Only once since 1990 has Sucumbíos not been Ecuador’s most violent province. Since the FARC stood down, it has posted a murder rate around three times higher than the national figure.

“The idea that things have calmed down is a lie,” said the underworld source.

Although there is no longer an insurgency to fight, in many former FARC strongholds, security has deteriorated. Before, violence was regulated by the FARC. They would execute suspected informants, paramilitary collaborators, common criminals and people who messed up in the drug trade. But only after investigating their cases. Today, there is no such control.

Along the border, the ex-FARC have been on high alert. Anyone unknown entering the area is at risk of not leaving.

“They will kill you for the slightest suspicion,” said the resident.

The ex-FARC lockdown on the border region might be a tactic to protect their drug trade interests. Or it could be a response to a threat from the east, and a conflict that spilled over the border in late 2017.

The most powerful ex-FARC network in the country, the dissidents led by Miguel Botache Santillana, alias “Gentil Duarte,” had dispatched a bloc of fighters to take Putumayo. They entered by the Caquetá River, before pushing towards departmental capital Puerto Asís, where they encountered resistance from the ex-48th Front groups.

The fighting soon settled on the Putumayo river, which straddles the eastern section of the border. Communities along the banks of the river were caught up in the combat, and residents were murdered, displaced and recruited, according to a human rights worker in the area, who did not want to be identified.

But it has been a largely silent war. The terrorized communities are too scared to talk to the authorities, and the authorities’ presence in the border zone is ephemeral at best. As a result, most of the dead remain uncounted, according to the human rights worker, a claim echoed by other residents of the border region.

“What happens in the border, stays in the border,” he said.

While that conflict died down in early 2019, there has also been violence linked to internal conflicts within the La Constru-ex-FARC alliance.

It began in August 2018, when the ex-guerrilla Pedro Oberman Goyes Cortés, alias “Sinaloa,” became the public face of drug trafficking in the border region.

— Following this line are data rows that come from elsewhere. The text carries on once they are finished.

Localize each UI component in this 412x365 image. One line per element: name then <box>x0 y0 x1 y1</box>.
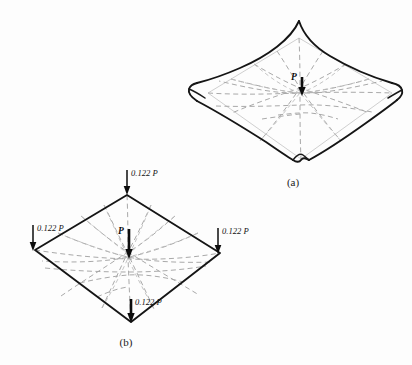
panel-a-load-label: P <box>291 72 297 82</box>
diagram-svg: P (a) <box>0 0 412 365</box>
panel-b-group: P 0.122 P 0.122 P 0.122 P <box>30 168 250 349</box>
panel-a-corner-cusp-details <box>189 89 402 160</box>
panel-b-corner-load-top: 0.122 P <box>124 168 159 195</box>
panel-b-corner-load-right-label: 0.122 P <box>222 226 249 236</box>
panel-b-corner-load-left: 0.122 P <box>30 223 65 251</box>
panel-a-boundary <box>189 21 402 162</box>
panel-b-caption: (b) <box>120 336 133 349</box>
panel-b-corner-load-top-label: 0.122 P <box>131 168 158 178</box>
panel-b-corner-load-left-label: 0.122 P <box>37 223 64 233</box>
panel-a-group: P (a) <box>189 21 402 189</box>
panel-a-caption: (a) <box>287 176 300 189</box>
panel-b-corner-load-right: 0.122 P <box>215 226 250 254</box>
panel-b-corner-load-bottom: 0.122 P <box>127 297 162 323</box>
panel-a-grid-family-2 <box>219 38 369 159</box>
panel-b-corner-load-bottom-label: 0.122 P <box>135 297 162 307</box>
figure-container: P (a) <box>0 0 412 365</box>
panel-b-load-label: P <box>118 226 124 236</box>
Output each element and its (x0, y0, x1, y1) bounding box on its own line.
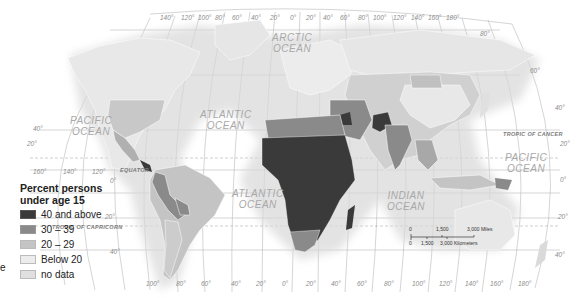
lat-label-0-right: 0° (560, 176, 566, 183)
scale-km-mid: 1,500 (421, 240, 434, 246)
png (495, 178, 512, 190)
mongolia (410, 75, 442, 88)
lon-label: 60° (357, 280, 367, 287)
legend-label: Below 20 (41, 254, 82, 265)
lon-label: 60° (340, 14, 350, 21)
lat-label-20n-right: 20° (560, 140, 570, 147)
scale-km-zero: 0 (409, 240, 412, 246)
lon-label: 60° (201, 280, 211, 287)
lon-label: 40° (331, 280, 341, 287)
lat-label-40n-right: 40° (555, 104, 565, 111)
ocean-label-atlantic-north: ATLANTICOCEAN (200, 109, 252, 131)
legend-swatch (20, 210, 36, 219)
lon-label: 80° (176, 280, 186, 287)
equator-label: EQUATOR (120, 167, 149, 173)
lon-label: 100° (412, 280, 425, 287)
lat-label-20s-right: 20° (558, 213, 568, 220)
ocean-label-pacific-east: PACIFICOCEAN (505, 152, 547, 174)
legend-swatch (20, 270, 36, 279)
lon-label: 80° (384, 280, 394, 287)
lon-label: 0° (290, 14, 296, 21)
legend-item-below-20: Below 20 (20, 252, 115, 266)
lon-label: 40° (251, 14, 261, 21)
lon-label: 20° (270, 14, 280, 21)
lon-label: 20° (256, 280, 266, 287)
legend-swatch (20, 240, 36, 249)
legend-label: 30 – 39 (41, 224, 74, 235)
lon-label: 20° (306, 14, 316, 21)
legend-item-30-39: 30 – 39 (20, 222, 115, 236)
lon-label: 160° (428, 14, 441, 21)
tropic-cancer-label: TROPIC OF CANCER (503, 131, 563, 137)
lon-label: 80° (215, 14, 225, 21)
lon-label: 40° (231, 280, 241, 287)
legend-item-no-data: no data (20, 267, 115, 281)
ocean-label-pacific-west: PACIFICOCEAN (70, 115, 112, 137)
lat-label-60n-right: 60° (530, 67, 540, 74)
lon-label: 60° (232, 14, 242, 21)
lon-label: 20° (306, 280, 316, 287)
lat-label-20n-left: 20° (27, 140, 37, 147)
lon-label: 40° (323, 14, 333, 21)
legend: Percent persons under age 15 40 and abov… (20, 182, 115, 281)
lat-label-40s-right: 40° (555, 251, 565, 258)
lon-label: 100° (146, 280, 159, 287)
legend-label: 40 and above (41, 209, 102, 220)
lon-label: 120° (439, 280, 452, 287)
lon-label-120: 120° (92, 168, 105, 175)
legend-swatch (20, 255, 36, 264)
lon-label: 180° (446, 14, 459, 21)
scale-miles-mid: 1,500 (436, 226, 449, 232)
lon-label-140: 140° (63, 168, 76, 175)
lon-label: 100° (198, 14, 211, 21)
cropped-text-fragment: e (0, 262, 6, 273)
scale-miles-zero: 0 (409, 226, 412, 232)
lon-label: 0° (282, 280, 288, 287)
lon-label: 140° (411, 14, 424, 21)
legend-label: no data (41, 269, 74, 280)
lon-label-160: 160° (33, 168, 46, 175)
lat-label-40n-left: 40° (33, 125, 43, 132)
lon-label: 120° (393, 14, 406, 21)
lat-label-80n-right: 80° (480, 30, 490, 37)
ocean-label-arctic: ARCTICOCEAN (272, 32, 312, 54)
legend-item-20-29: 20 – 29 (20, 237, 115, 251)
legend-label: 20 – 29 (41, 239, 74, 250)
legend-item-40-above: 40 and above (20, 207, 115, 221)
lon-label: 180° (518, 280, 531, 287)
scale-miles-end: 3,000 Miles (467, 226, 493, 232)
lon-label: 140° (160, 14, 173, 21)
lon-label: 120° (181, 14, 194, 21)
legend-title: Percent persons under age 15 (20, 182, 115, 206)
legend-swatch (20, 225, 36, 234)
lon-label: 140° (465, 280, 478, 287)
ocean-label-indian: INDIANOCEAN (387, 190, 425, 212)
lon-label: 100° (373, 14, 386, 21)
legend-title-line1: Percent persons (20, 182, 102, 194)
ocean-label-atlantic-south: ATLANTICOCEAN (232, 188, 284, 210)
scale-km-end: 3,000 Kilometers (440, 240, 478, 246)
lon-label: 160° (490, 280, 503, 287)
lon-label: 80° (358, 14, 368, 21)
legend-title-line2: under age 15 (20, 194, 85, 206)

Sources that personally knew Sinaloa say he had been an errand boy within the FARC, but an errand boy for one of the rebel’s most notorious drug traffickers, who had armed him with the contacts and knowhow to rise up in the new era. The sources say he did not lead the ex-FARC forces in the region, but was instead commander of one of several distinct and autonomous ex-48th Front groups.

Sinaloa became the most notorious of this new generation after the publication of a police intelligence report describing his partnership with La Constru and how together they supplied the Balkans Cartel with tons of cocaine. And when the anti-narcotics agents were ambushed five months later, it was Sinaloa who was blamed.

Sinaloa’s infamy, though, was short-lived, and in March 2019 he was murdered by his own men. The news of Sinaloa’s death made headlines in both Colombia and Ecuador, but in Sucumbíos it was still just business as usual.

“This is a business, and in this type of business you know that you could go at any time,” said the intelligence source. “It could be because of an argument over money, a misunderstanding, jealousy or because someone wants to take your place -- there is always someone after your place.”

As with suspicious murder of the anti-narcotics agent, Sinaloa’s killing merely reaffirmed what had become evident since the demobilization of the FARC: the Sucumbíos-Putumayo border belongs to the underworld, and while the names change, the business will continue.

Top Image: A truck found to be transporting drugs in Lago Agrio, the capital of Sucumbíos

*Additional reporting was contributed by Mayra Alejandra Bonilla.

*This article is part of an InSight Crime investigation into how Ecuador became one of the global cocaine trade's primary dispatch points. Read the first and second parts.